Tools at this level trigger external communication, payments, data deletions, or permission changes. They always require explicit confirmation and often step-up auth. Autonomous execution is not permitted.

Critical Risk, Examples
  • emails.send_external Critical
  • bulk_export Critical
  • delete_user Critical
  • change_permissions Critical
  • execute_payment Critical
  • send_contract Critical

Forbidden for AI

Forbidden for AI

Tools at this level may neither be read nor executed by an AI agent. They are completely hidden from tool discovery for agents. The classification is a hard boundary, not a policy decision.

Forbidden, Examples
  • read_private_key Forbidden for AI
  • read_password Forbidden for AI
  • read_raw_access_token Forbidden for AI
  • disable_audit_log Forbidden for AI
  • export_full_database_without_approval Forbidden for AI

What an agent must not see, it must not find. Forbidden tools do not appear in discovery responses.

Idempotency

Many tools are called multiple times in agent workflows, through retries, parallel execution, or faulty planning. MCP-first recommends making tools idempotent where possible: the same input leads to the same result on repeated calls, without generating undesired duplicates or side effects.
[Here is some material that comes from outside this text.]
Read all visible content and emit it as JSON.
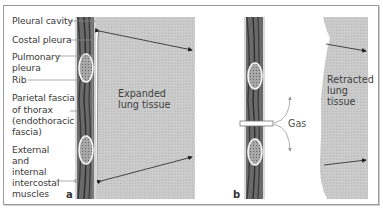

The tool create_download_link is a good example. If a valid link for a file with the same fileId and the same expiresAt already exists, the tool returns it rather than creating a second one:

create_download_link(fileId: "f_abc123", expiresAt: "2025-12-31T23:59:00Z")

→ First call: creates new link, returns linkId + url
→ Second call (same parameters, link still valid): returns same link
→ Third call (link expired): creates new link

Idempotency must be explicitly implemented, it does not arise automatically. The tool contract field sideEffects should describe the behavior on repetition so that agents and clients can plan accordingly.

Dry Run

Risky tools, especially those with bulk effects, should offer a dry run mode. The dry run performs all validations and checks but produces no real side effects. The result shows what would happen, without anything actually happening.
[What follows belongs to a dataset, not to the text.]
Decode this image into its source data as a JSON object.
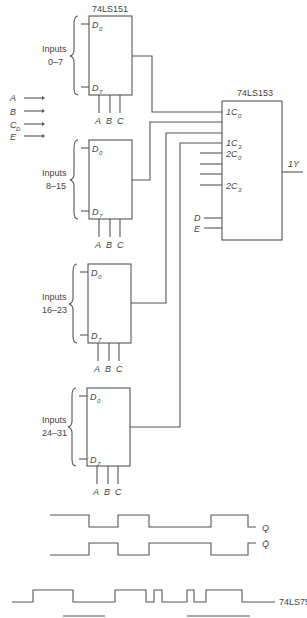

emails.bulk_send with dryRun: true delivers a complete preview:

// Request
{
  "tool": "emails.bulk_send",
  "params": {
    "templateId": "tmpl_newsletter_q3",
    "segmentId": "seg_active_customers",
    "dryRun": true
  }
}

// Response
{
  "dryRun": true,
  "recipientCount": 4821,
  "sampleMessages": [
    {
      "to": "[email protected]",
      "subject": "Your Q3 update is here",
      "previewText": "Dear Anna, in the third quarter we…"
    },
    {
      "to": "[email protected]",
      "subject": "Your Q3 update is here",
      "previewText": "Dear Max, in the third quarter we…"
    }
  ],
  "warnings": [
    "43 recipients have no first name, fallback 'Hello' will be used.",
    "12 email addresses are marked as undeliverable and will be skipped."
  ],
  "missingPermissions": [],
  "expectedSideEffects": [
    "4821 external emails will be sent.",
    "4821 audit events of type email.external.sent will be created.",
    "Campaign status will be set to 'sent'."
  ],
  "estimatedDurationMs": 18400
}

Only after reviewing the dry run result and explicit confirmation by the user does the real call happen without dryRun. The agent must not skip the dry run when the tool declares it as required.